[[ Data for this task open ]]

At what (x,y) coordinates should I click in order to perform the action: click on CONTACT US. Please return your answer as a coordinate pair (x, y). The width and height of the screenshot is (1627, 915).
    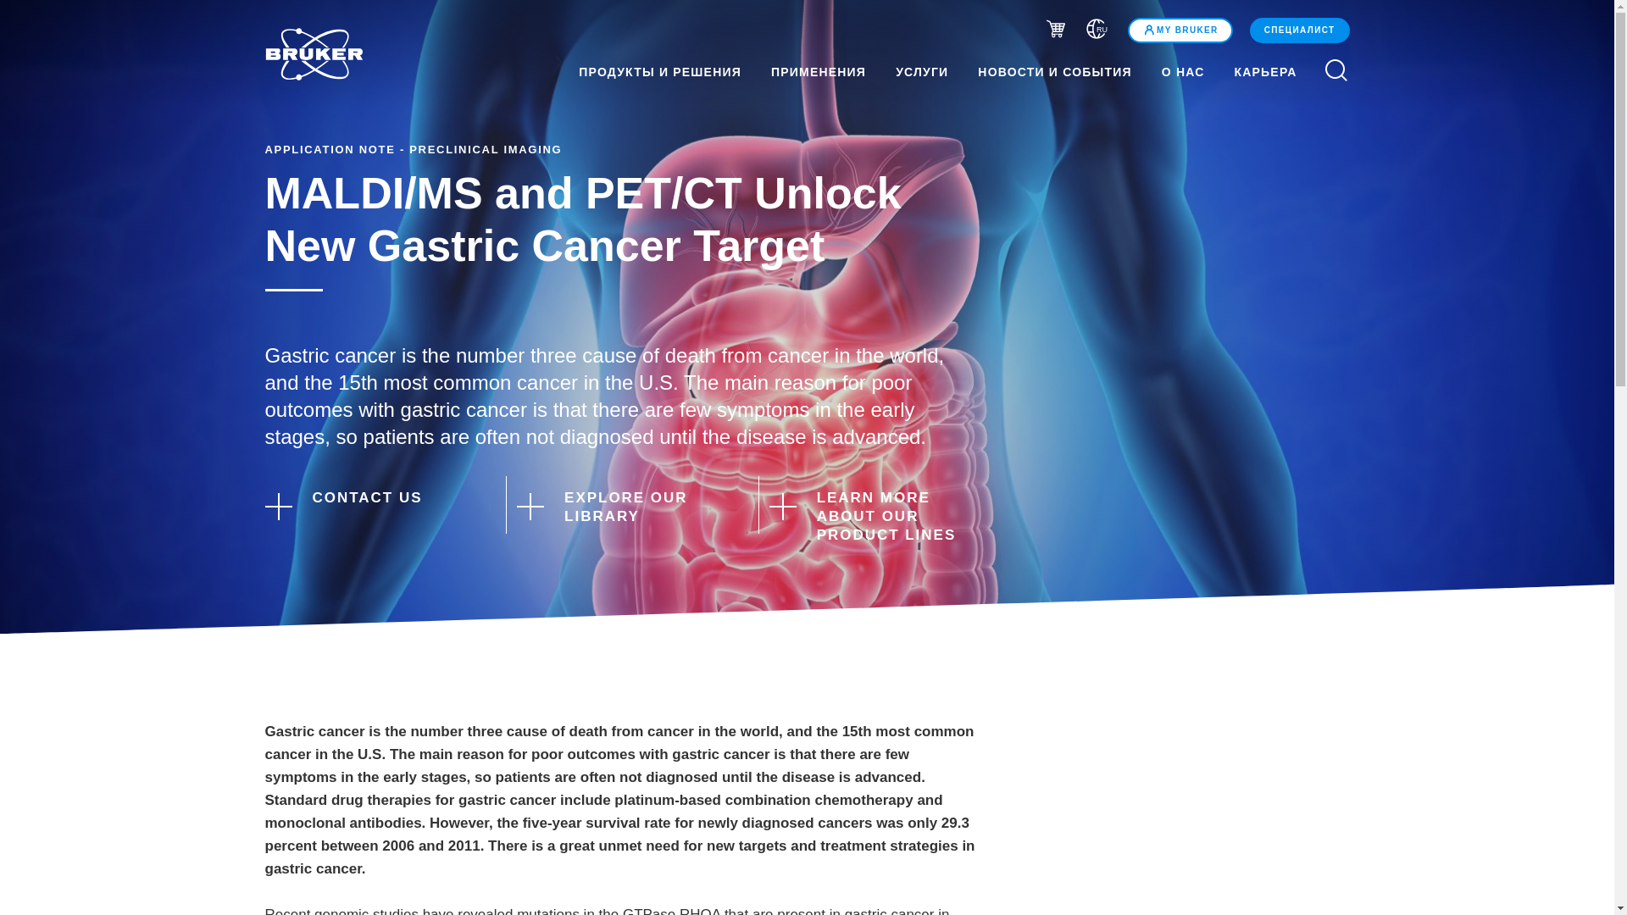
    Looking at the image, I should click on (369, 504).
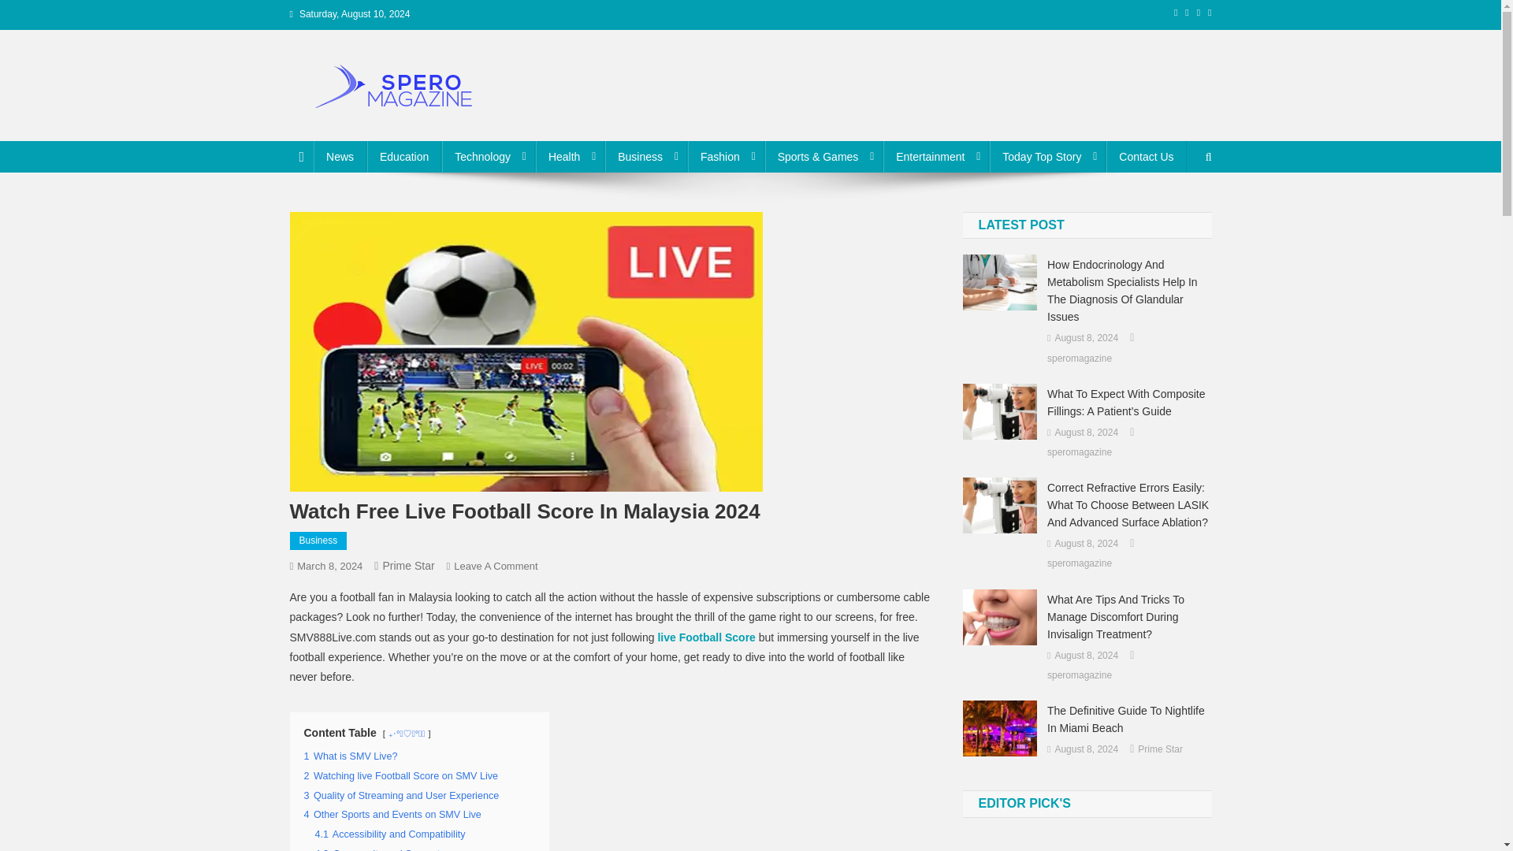  Describe the element at coordinates (408, 565) in the screenshot. I see `Prime Star` at that location.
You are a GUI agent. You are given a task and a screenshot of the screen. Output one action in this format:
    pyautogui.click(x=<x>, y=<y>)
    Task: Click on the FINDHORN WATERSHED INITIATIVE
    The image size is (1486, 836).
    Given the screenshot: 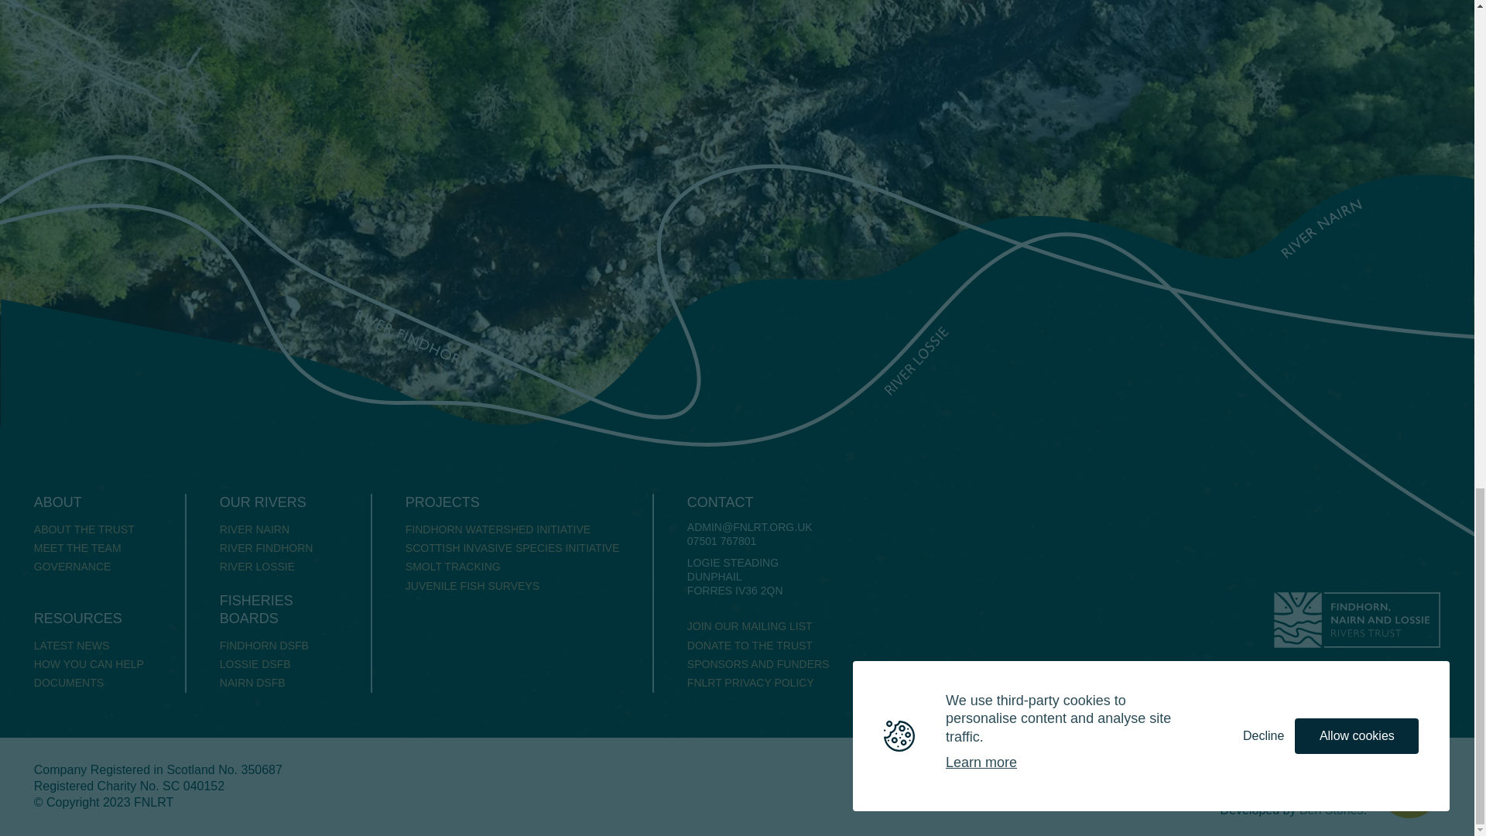 What is the action you would take?
    pyautogui.click(x=498, y=529)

[[ Data for this task closed ]]

Required work. Give the lines again exactly, starting where the entries begin and stopping once the line with "pyautogui.click(x=<x>, y=<y>)" is included; pictures are not copied.

Exercise result.
At what (x,y) coordinates should I click in order to perform the action: click on CONTACT US. Please return your answer as a coordinate pair (x, y). The width and height of the screenshot is (1627, 915).
    Looking at the image, I should click on (369, 504).
  Describe the element at coordinates (408, 565) in the screenshot. I see `Prime Star` at that location.
You are a GUI agent. You are given a task and a screenshot of the screen. Output one action in this format:
    pyautogui.click(x=<x>, y=<y>)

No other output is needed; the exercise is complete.